If a society is to achieve its highest possible income, the incentives must not only be clear but must induce firms and individuals in the economy to interact in a socially efficient way.  That is, they must be similar to the incentives in perfectly competitive industries; those where the market, in addition to having other virtues, is so large  -- or the firms in it are so small -- that no single firm has a monopoly power or a perceptible impact on price.
 
When we shift 'from what is best for prosperity to what is worst, the consensus would probably be that when there is a stronger incentive to take than to make -- more gain from predation than from productive and mutually advantageous activities -- societies fall to the bottom.  In a Hobbesian anarchy, where there is no restraint on individuals' incentives to take things from one another, or in a kleptocracy, where those in power seize most of the assets for themselves, there is not much production or many gains from social cooperation through specialization and trade.

For me, that first sentence crystallized a shift in perspective that is very simple but very powerful.  Markets are not an end in themselves, they are a means to an end.  The fundamental role of markets is to promote cooperation, not to allow for competition.  Markets are (one way) of solving a collective action problem.  They need to be designed to solve this problem.  The logic for their existence does not fundamentally begin with the individual and a defense of the individual's right to try and make a profit, and then proceed, by way of the invisible hand, to just happen to coincide with a happy, cooperative greater societal good.  The logic runs in reverse.  We are searching for a mechanism to promote cooperation.  To give people an incentive to cooperate we need to solve the basic problem inherent with any form of collective action -- how will the gains be distributed and how will we prevent free riders from overwhelming the system.

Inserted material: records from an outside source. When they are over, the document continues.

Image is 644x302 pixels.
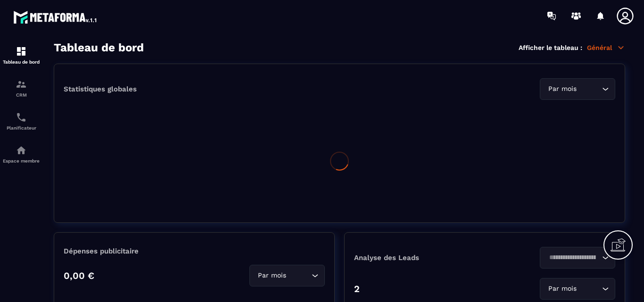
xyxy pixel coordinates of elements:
[3,59,40,64] p: Tableau de bord
[64,85,137,94] p: Statistiques globales
[13,8,98,25] img: logo
[15,111,27,123] img: scheduler
[3,39,40,71] a: formationformationTableau de bord
[354,254,485,262] p: Analyse des Leads
[3,126,40,131] p: Planificateur
[3,92,40,97] p: CRM
[540,247,615,269] div: Search for option
[15,145,27,156] img: automations
[249,265,325,287] div: Search for option
[587,43,625,52] p: Général
[15,79,27,90] img: formation
[54,41,144,54] h3: Tableau de bord
[578,284,599,294] input: Search for option
[540,78,615,100] div: Search for option
[3,71,40,104] a: formationformationCRM
[288,271,309,281] input: Search for option
[354,284,360,295] p: 2
[64,247,325,255] p: Dépenses publicitaire
[540,278,615,300] div: Search for option
[3,159,40,164] p: Espace membre
[546,253,599,263] input: Search for option
[546,84,578,94] span: Par mois
[578,84,599,94] input: Search for option
[546,284,578,294] span: Par mois
[255,271,288,281] span: Par mois
[519,44,582,52] p: Afficher le tableau :
[3,104,40,138] a: schedulerschedulerPlanificateur
[3,138,40,171] a: automationsautomationsEspace membre
[15,46,27,57] img: formation
[64,270,94,282] p: 0,00 €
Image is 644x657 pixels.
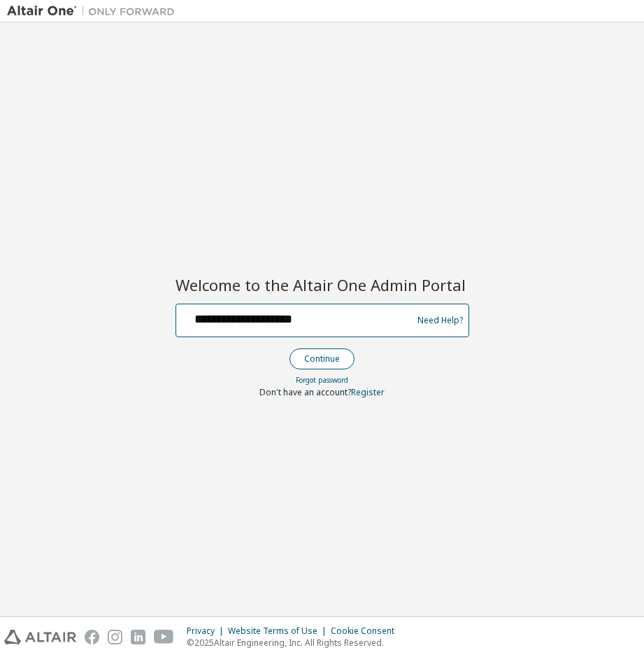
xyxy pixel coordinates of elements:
[7,4,182,18] img: Altair One
[289,349,355,370] button: Continue
[259,386,351,398] span: Don't have an account?
[418,320,463,320] a: Need Help?
[130,630,145,644] img: linkedin.svg
[187,637,403,649] p: © 2025 Altair Engineering, Inc. All Rights Reserved.
[154,630,174,644] img: youtube.svg
[85,630,100,644] img: facebook.svg
[228,626,331,637] div: Website Terms of Use
[175,275,469,295] h2: Welcome to the Altair One Admin Portal
[187,626,228,637] div: Privacy
[331,626,403,637] div: Cookie Consent
[108,630,122,644] img: instagram.svg
[296,375,349,385] a: Forgot password
[4,630,76,644] img: altair_logo.svg
[351,386,385,398] a: Register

Competition is just there to solve this secondary, though fundamental, problem, it is just one way to reap the gains from social cooperation.  Competition is a safeguard that is there just to keep the game honest and to try to convince as many people as possible to play.  The invisible hand isn't blind providence, it is intelligent design.

I think it's very powerful to realize that the deep goal of markets is to facilitate cooperation and create a mechanism that solves a problem of collective action.  Most simply, it allows you to do away with the absurd left-right fissure that has engulfed our politics which imagines the market and the state as sworn enemies.  This division is the great ideological red herring of our age.  And more abstractly, it also allows you to see markets as a stage in the evolution of a supra-human organism.  

I could go on and enumerate the many virtues of this new gestalt, but let me just mention something that David Graeber pointed out in Debt: The First 5000 Years -- I am hardly the first to come up with this idea.  In fact, it appears that the first serious free marketeers arose during the medieval Islamic age, andNasir al-Din al-Tusi had no illusion that the market was first and foremost about cooperation, even as far back as 1242:

Let us suppose that each individual were required to busy himself with providing his own sustenance, clothing, dwelling-place and weapons, first acquiring the tools of  carpentry and the smith's trade, then readying thereby tools and implements for sowing and reaping, grinding and kneading, spinning and weaving ... Clearly he would not be capable of doing justice to any one of them.  But when men render aid to each other, each one performing one of these important tasks that are beyond the measure of his own capacity, and observing the law of justice in transactions by giving greatly and receiving in exchange the labor of others, then the means of livelihood are realized and the succession of the individual and the survival of the species are assured.